Press-Republican

Ouellette

October 2, 2011

Wife superior in most every way

I will readily admit that my marriage contract has been noticeably slanted since the very beginning.

My wife is smarter than I am. She's more attractive, more compassionate and has more fashion sense.

My wife works harder, she earns more money, and she has much, much better hair. She teaches our kids important things, like math and how to eat with a spoon; I teach them how to make rude sounds with their armpits.

My wife handily beats me in Scrabble, sometimes even when I cheat. She's nicer than I am to old people and kittens, and when something breaks, she's the one in the family who knows how to fix it.

In short, she's superior to me in most every way — which in the long run works great for me, even if it is a little emasculating.

Still, whenever I started to feel completely useless and inferior in the past, I would find solace in my physical superiority. I was bigger, stronger, faster. She needed me to open those tough jars, to move that heavy furniture around the room, to chase down the dog when it escaped.

Now, however, my wife has decided to add physical fitness to her life. In an effort she chronicles on her own blog (www.failureatfitness.com — great, now she's writing better than I am, too) she has started to exercise on a more serious basis. She's taking walks, going to the gym, lifting weights, Zumba-ing. She's talked about running a race — a previously unthinkable task. Soon she'll be climbing a mountain and swimming the English Channel.

Before you know it, opening a jar will no longer be a problem, and I'll have lost my last vestige of usefulness. She'll probably find some kind of stretching regimen that will allow her to reach things on the top shelf, too. Crud.

I suppose I could get in shape, too. Get off the couch and exercise. Get back to the condition I was in during my athletic prime (age 12). Instead of sitting behind my desk all day, I could take little exercise breaks every hour. I could do some running and bike riding. Borrow my mom's old "Sweating to the Oldies" videotape.

I could pump some weights. Hire a personal trainer. I could punch a side of beef and run on the beach with Apollo Creed. I could join a spinning class. In no time … Man, that sounds like a lot of work.

Instead, I'm planning on pretending to get in shape.

I will go out for "long runs" in the morning, which will end at a certain booth at the Dunkin Donuts, around the corner. Before I return, I'll dowse myself in used sweat (squeezed out of towels and dirty T-shirts from a high-school football team's locker room).

I will make a spectacle of going to "the gym" twice a day, but will actually spend that time shopping for things to add to my Hummel collection.

When walking about the house, I will constantly dangle a celery stick from my mouth (but the inner half will be coated in Pringles and Cheese Whiz). I will do curls with 100-pound (Styrofoam) weights and insert prosthetic biceps under my sleeves.

Still, none of my faux fitness will make any difference if my wife continues on her current trajectory. First I'll have to sabotage the blog. Using a series of assumed names, I've begun leaving hurtful and angry comments to discourage her. When she's asleep tomorrow, I'm planning to post something — under her name ("Honey, you must have been hacked!") — so spiteful that the Justice Department will deem the site a hate crime and shut it down.

I will sneak tempting chocolates into all of my wife's meals, and when she goes to the gym, I will hire a couple of college interns to do nothing but point at her and giggle, in hopes of shattering her self-confidence.

I realize that none of this will earn me a Husband of the Year Award, but it's the only way I can think of to realistically keep the balance in my marriage. Is that so wrong?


§ Exercise: Word for word, restate each of the entries below, and drop every picture.

Segment Start: Data to examine

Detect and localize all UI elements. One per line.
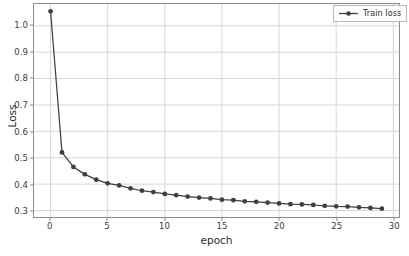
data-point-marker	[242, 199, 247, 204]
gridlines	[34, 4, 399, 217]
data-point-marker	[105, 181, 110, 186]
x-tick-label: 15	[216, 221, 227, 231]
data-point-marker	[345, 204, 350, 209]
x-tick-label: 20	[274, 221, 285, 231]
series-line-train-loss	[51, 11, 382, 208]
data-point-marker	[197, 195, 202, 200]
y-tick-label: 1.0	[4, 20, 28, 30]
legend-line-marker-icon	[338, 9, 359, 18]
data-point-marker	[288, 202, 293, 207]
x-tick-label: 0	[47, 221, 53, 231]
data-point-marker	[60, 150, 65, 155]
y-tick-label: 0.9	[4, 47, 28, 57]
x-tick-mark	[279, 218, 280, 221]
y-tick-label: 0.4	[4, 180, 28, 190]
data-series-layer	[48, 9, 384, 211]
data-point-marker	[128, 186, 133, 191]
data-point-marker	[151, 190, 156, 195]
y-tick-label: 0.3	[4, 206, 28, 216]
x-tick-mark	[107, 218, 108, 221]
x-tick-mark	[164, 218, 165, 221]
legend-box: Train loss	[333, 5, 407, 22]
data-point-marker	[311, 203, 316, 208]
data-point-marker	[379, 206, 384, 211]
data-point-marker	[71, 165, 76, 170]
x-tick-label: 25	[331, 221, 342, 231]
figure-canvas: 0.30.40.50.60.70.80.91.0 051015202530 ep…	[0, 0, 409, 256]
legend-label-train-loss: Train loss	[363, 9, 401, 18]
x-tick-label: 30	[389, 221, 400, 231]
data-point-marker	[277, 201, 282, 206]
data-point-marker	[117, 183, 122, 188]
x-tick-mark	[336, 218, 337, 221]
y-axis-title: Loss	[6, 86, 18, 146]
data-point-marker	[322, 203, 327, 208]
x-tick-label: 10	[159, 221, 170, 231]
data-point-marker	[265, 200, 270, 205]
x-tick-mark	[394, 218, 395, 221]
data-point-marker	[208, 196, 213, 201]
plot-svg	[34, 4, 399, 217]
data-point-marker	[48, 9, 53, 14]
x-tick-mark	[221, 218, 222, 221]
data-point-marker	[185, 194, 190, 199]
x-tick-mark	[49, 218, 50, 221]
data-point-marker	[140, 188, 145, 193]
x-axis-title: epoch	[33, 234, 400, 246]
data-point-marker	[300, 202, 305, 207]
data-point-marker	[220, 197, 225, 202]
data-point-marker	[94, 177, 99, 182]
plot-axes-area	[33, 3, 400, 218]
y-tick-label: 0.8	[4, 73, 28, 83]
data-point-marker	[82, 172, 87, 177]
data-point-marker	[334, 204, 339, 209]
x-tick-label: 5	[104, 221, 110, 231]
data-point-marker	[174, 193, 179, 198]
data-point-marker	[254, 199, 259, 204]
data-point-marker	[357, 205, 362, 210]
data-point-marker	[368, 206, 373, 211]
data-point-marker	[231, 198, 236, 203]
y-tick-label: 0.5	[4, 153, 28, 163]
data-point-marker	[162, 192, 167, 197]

Segment End: Data to examine

§ Expected output:
Detect and localize all UI elements. One per line.
data-point-marker	[242, 199, 247, 204]
gridlines	[34, 4, 399, 217]
data-point-marker	[105, 181, 110, 186]
x-tick-label: 15	[216, 221, 227, 231]
data-point-marker	[345, 204, 350, 209]
x-tick-label: 20	[274, 221, 285, 231]
series-line-train-loss	[51, 11, 382, 208]
data-point-marker	[197, 195, 202, 200]
y-tick-label: 1.0	[4, 20, 28, 30]
legend-line-marker-icon	[338, 9, 359, 18]
data-point-marker	[288, 202, 293, 207]
x-tick-label: 0	[47, 221, 53, 231]
data-point-marker	[60, 150, 65, 155]
y-tick-label: 0.9	[4, 47, 28, 57]
x-tick-mark	[279, 218, 280, 221]
y-tick-label: 0.4	[4, 180, 28, 190]
data-series-layer	[48, 9, 384, 211]
data-point-marker	[128, 186, 133, 191]
data-point-marker	[151, 190, 156, 195]
y-tick-label: 0.3	[4, 206, 28, 216]
x-tick-mark	[107, 218, 108, 221]
x-tick-mark	[164, 218, 165, 221]
legend-box: Train loss	[333, 5, 407, 22]
data-point-marker	[311, 203, 316, 208]
data-point-marker	[379, 206, 384, 211]
data-point-marker	[71, 165, 76, 170]
x-tick-label: 25	[331, 221, 342, 231]
figure-canvas: 0.30.40.50.60.70.80.91.0 051015202530 ep…	[0, 0, 409, 256]
legend-label-train-loss: Train loss	[363, 9, 401, 18]
x-tick-label: 30	[389, 221, 400, 231]
data-point-marker	[277, 201, 282, 206]
data-point-marker	[117, 183, 122, 188]
x-tick-mark	[336, 218, 337, 221]
y-axis-title: Loss	[6, 86, 18, 146]
data-point-marker	[322, 203, 327, 208]
x-tick-label: 10	[159, 221, 170, 231]
data-point-marker	[265, 200, 270, 205]
x-tick-mark	[394, 218, 395, 221]
data-point-marker	[208, 196, 213, 201]
plot-svg	[34, 4, 399, 217]
data-point-marker	[48, 9, 53, 14]
x-tick-mark	[221, 218, 222, 221]
data-point-marker	[185, 194, 190, 199]
x-tick-mark	[49, 218, 50, 221]
data-point-marker	[140, 188, 145, 193]
x-axis-title: epoch	[33, 234, 400, 246]
data-point-marker	[300, 202, 305, 207]
data-point-marker	[220, 197, 225, 202]
data-point-marker	[94, 177, 99, 182]
plot-axes-area	[33, 3, 400, 218]
y-tick-label: 0.8	[4, 73, 28, 83]
data-point-marker	[82, 172, 87, 177]
data-point-marker	[334, 204, 339, 209]
x-tick-label: 5	[104, 221, 110, 231]
data-point-marker	[174, 193, 179, 198]
data-point-marker	[254, 199, 259, 204]
data-point-marker	[357, 205, 362, 210]
data-point-marker	[368, 206, 373, 211]
data-point-marker	[231, 198, 236, 203]
y-tick-label: 0.5	[4, 153, 28, 163]
data-point-marker	[162, 192, 167, 197]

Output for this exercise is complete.